A woman carried a child under her cloak; a man carried nothing at all; an old grandmother held a chicken like a prayer as they slipped on the icy paths. They saw the palanquin, saw the riders, and tried to kneel, then thought better of it and tried to run.
Yuyan lifted a hand. The riders halted; the physician dismounted. He was a practical man, long past illusions about the usefulness of his skills in a world of mists and monsters, but he still checked pulses and looked into eyes.
"Alive," he said after a moment. "Shocked. The little one's breathing is shallow."
Yuyan stepped forward and crouched so the woman didn't have to look up as far. "From where?" she asked, her voice as gentle as she made it when calming skittish horses. After all, she did have an image to maintain.
"Inside the walls of the Capital," the woman breathed through wet cloth. "They locked the gates, then opened one. We ran when someone fell standing up." Her eyes darted toward the capital and away again in the same motion. "Forgive me."
"For surviving?" Yuyan said. "No one owes the dead that kind of sacrifice."
She handed the woman a strip of cloth folded into a neat square—clean, dry, unmarked. "South is going to be just as bad," she said, her voice soft like an angel's. "After all, that is where the Witch lives. Unfortunately, the west will be worse by afternoon. Go east. Take the gullies. Keep low. When the wind sweetens, lie face down and draw breath through the cloth. If you feel a hand on your ankle, kick and keep crawling."
The woman nodded hard, tears bleeding through linen to make darker marks. Yuyan pressed two copper coins into the old grandmother's hand and said nothing about the chicken. It was already dead, and the peasants would need to believe they had chosen to eat it.
They moved in the direction that she pointed, and Yuyan didn't look back as she climbed back in to her palanquin.
Her guard captain fell in beside the palanquin. "Your Highness was not in the city," he said carefully.
"No," Yuyan said.
"By luck."
"Sure," she purred, looking up at the man from underneath her lashes. "Let's go with that."
The captain stiffened before nodding his head and signaling for everyone to get moving again.
Did Yuyan really know what was going to happen?

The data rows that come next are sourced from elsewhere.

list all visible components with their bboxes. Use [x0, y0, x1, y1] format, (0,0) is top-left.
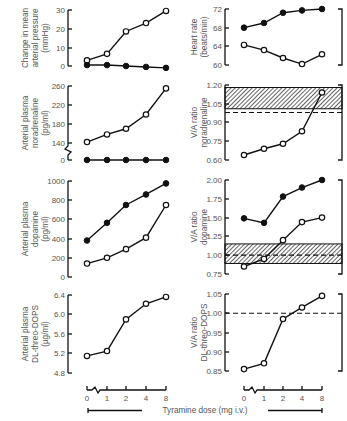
x-tick-label: 8 — [164, 394, 169, 403]
x-axis-left: 01248 — [85, 386, 169, 403]
y-tick-label: 4.8 — [54, 369, 66, 378]
y-axis-label-line: noradrenaline — [31, 98, 40, 149]
figure: 3020100Change in meanarterial pressure(m… — [0, 0, 347, 421]
open-circle-marker — [163, 86, 168, 91]
panel-va-noradrenaline: 1.201.050.900.750.60V/A rationoradrenali… — [190, 81, 345, 165]
normal-range-band — [225, 244, 342, 264]
y-tick-label: 140 — [52, 139, 66, 148]
open-circle-marker — [163, 202, 168, 207]
y-axis-label-line: dopamine — [200, 209, 209, 245]
y-tick-label: 0 — [61, 156, 66, 165]
open-circle-marker — [104, 51, 109, 56]
filled-circle-marker — [84, 238, 90, 244]
open-circle-marker — [84, 139, 89, 144]
open-circle-marker — [280, 141, 285, 146]
y-tick-label: 20 — [56, 25, 65, 34]
panel-noradrenaline: 2602201801400Arterial plasmanoradrenalin… — [21, 82, 169, 165]
right-bracket — [338, 9, 342, 65]
x-tick-label: 1 — [262, 394, 267, 403]
open-circle-marker — [241, 42, 246, 47]
open-circle-marker — [123, 126, 128, 131]
x-tick-label: 2 — [281, 394, 286, 403]
open-circle-marker — [241, 366, 246, 371]
series-line-open — [87, 297, 166, 356]
open-circle-marker — [299, 219, 304, 224]
y-tick-label: 0.85 — [206, 367, 222, 376]
panel-map: 3020100Change in meanarterial pressure(m… — [21, 6, 169, 71]
y-tick-label: 10 — [56, 44, 65, 53]
y-tick-label: 800 — [52, 196, 66, 205]
x-tick-label: 0 — [242, 394, 247, 403]
x-tick-label: 2 — [124, 394, 129, 403]
panel-heart-rate: 72686460Heart rate(beats/min) — [190, 5, 342, 70]
open-circle-marker — [143, 235, 148, 240]
y-tick-label: 200 — [52, 254, 66, 263]
open-circle-marker — [319, 90, 324, 95]
filled-circle-marker — [84, 62, 90, 68]
filled-circle-marker — [163, 157, 169, 163]
x-tick-label: 4 — [300, 394, 305, 403]
series-line-filled — [87, 183, 166, 240]
open-circle-marker — [84, 261, 89, 266]
series-line-filled — [244, 180, 322, 223]
open-circle-marker — [299, 61, 304, 66]
filled-circle-marker — [104, 220, 110, 226]
open-circle-marker — [261, 146, 266, 151]
open-circle-marker — [143, 20, 148, 25]
series-line-open — [87, 11, 166, 60]
y-axis-label-line: dopamine — [31, 211, 40, 247]
x-tick-label: 0 — [85, 394, 90, 403]
y-axis-label-line: noradrenaline — [200, 97, 209, 148]
open-circle-marker — [241, 264, 246, 269]
y-tick-label: 60 — [213, 61, 222, 70]
y-tick-label: 6.4 — [54, 291, 66, 300]
open-circle-marker — [319, 215, 324, 220]
open-circle-marker — [163, 8, 168, 13]
y-axis-label-line: Arterial plasma — [21, 306, 30, 361]
y-tick-label: 0.75 — [206, 270, 222, 279]
open-circle-marker — [104, 255, 109, 260]
y-tick-label: 2.00 — [206, 176, 222, 185]
y-tick-label: 260 — [52, 82, 66, 91]
series-line-open — [87, 205, 166, 264]
y-axis-label-line: Heart rate — [190, 18, 199, 55]
y-axis-label-line: V/A ratio — [190, 317, 199, 348]
y-tick-label: 600 — [52, 215, 66, 224]
open-circle-marker — [280, 316, 285, 321]
open-circle-marker — [299, 129, 304, 134]
y-tick-label: 0 — [61, 62, 66, 71]
y-tick-label: 180 — [52, 120, 66, 129]
open-circle-marker — [299, 305, 304, 310]
y-axis-label-line: DL-threo-DOPS — [200, 303, 209, 361]
filled-circle-marker — [104, 157, 110, 163]
multi-panel-chart: 3020100Change in meanarterial pressure(m… — [0, 0, 347, 421]
open-circle-marker — [319, 52, 324, 57]
y-tick-label: 1.00 — [206, 251, 222, 260]
y-axis-broken — [65, 86, 71, 160]
filled-circle-marker — [104, 62, 110, 68]
y-tick-label: 5.6 — [54, 330, 66, 339]
y-tick-label: 64 — [213, 42, 222, 51]
open-circle-marker — [261, 256, 266, 261]
y-tick-label: 1000 — [47, 177, 65, 186]
filled-circle-marker — [123, 157, 129, 163]
open-circle-marker — [143, 301, 148, 306]
open-circle-marker — [163, 294, 168, 299]
open-circle-marker — [123, 29, 128, 34]
x-tick-label: 4 — [144, 394, 149, 403]
y-tick-label: 1.75 — [206, 195, 222, 204]
filled-circle-marker — [261, 220, 267, 226]
filled-circle-marker — [299, 8, 305, 14]
y-tick-label: 72 — [213, 5, 222, 14]
open-circle-marker — [123, 246, 128, 251]
y-axis-label-line: Change in mean — [21, 8, 30, 69]
y-tick-label: 1.20 — [206, 81, 222, 90]
open-circle-marker — [123, 317, 128, 322]
y-axis-label-line: (µg/ml) — [41, 321, 50, 347]
open-circle-marker — [104, 132, 109, 137]
y-tick-label: 5.2 — [54, 349, 66, 358]
dose-range-bar-left — [88, 408, 142, 413]
panel-va-dops: 1.051.000.950.900.85V/A ratioDL-threo-DO… — [190, 290, 345, 376]
filled-circle-marker — [123, 202, 129, 208]
filled-circle-marker — [299, 185, 305, 191]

Not at all.
But sounding like a Priestess that could see the future was a lot better than sounding like a jealous wife who hated the idea of sharing her husband.
The road bent around a stand of black pines. The sweetness in the air receded slightly. It wasn't gone, but at this distance, it was thinner. The more it retreated the tightness between Yuyan's shoulder blades loosened enough that she could think in layers again. She considered the map she had memorized last night, added a handful of new scratches and a dead bell, and drew a line to Daiyu.
"The pass," she said. "We take it now."
The captain hesitated. "Refugees will take it too. If the Daiyu patrols see a column with supply and guards—"
"Then they will do the math," Yuyan interjected. "Which is why we will make the numbers all that much harder. The refugees will provide us with a better cover than simply moving on our own."
She ordered the wagons to be left where they were. Everyone, even the maids, needed to start bundling the supplies so that they could be carried on their backs. She took one of the pack mules, and, wrinkling her nose, she ordered someone to saddle it like any traveling widow's.
"You think Daiyu will swallow such a small deception?" the scribe asked, more curious than defiant. "We don't look like the others."
"I don't," Yuyan replied as she got up on the mule. "I think they will recognize that we are capable of and simply let us pass through."
The guards looked at each other, but didn't bother to respond.
The borders between Baiguang and Daiyu weren't the easiest to pass, but now with the war? It would take more than getting off the horses to get through.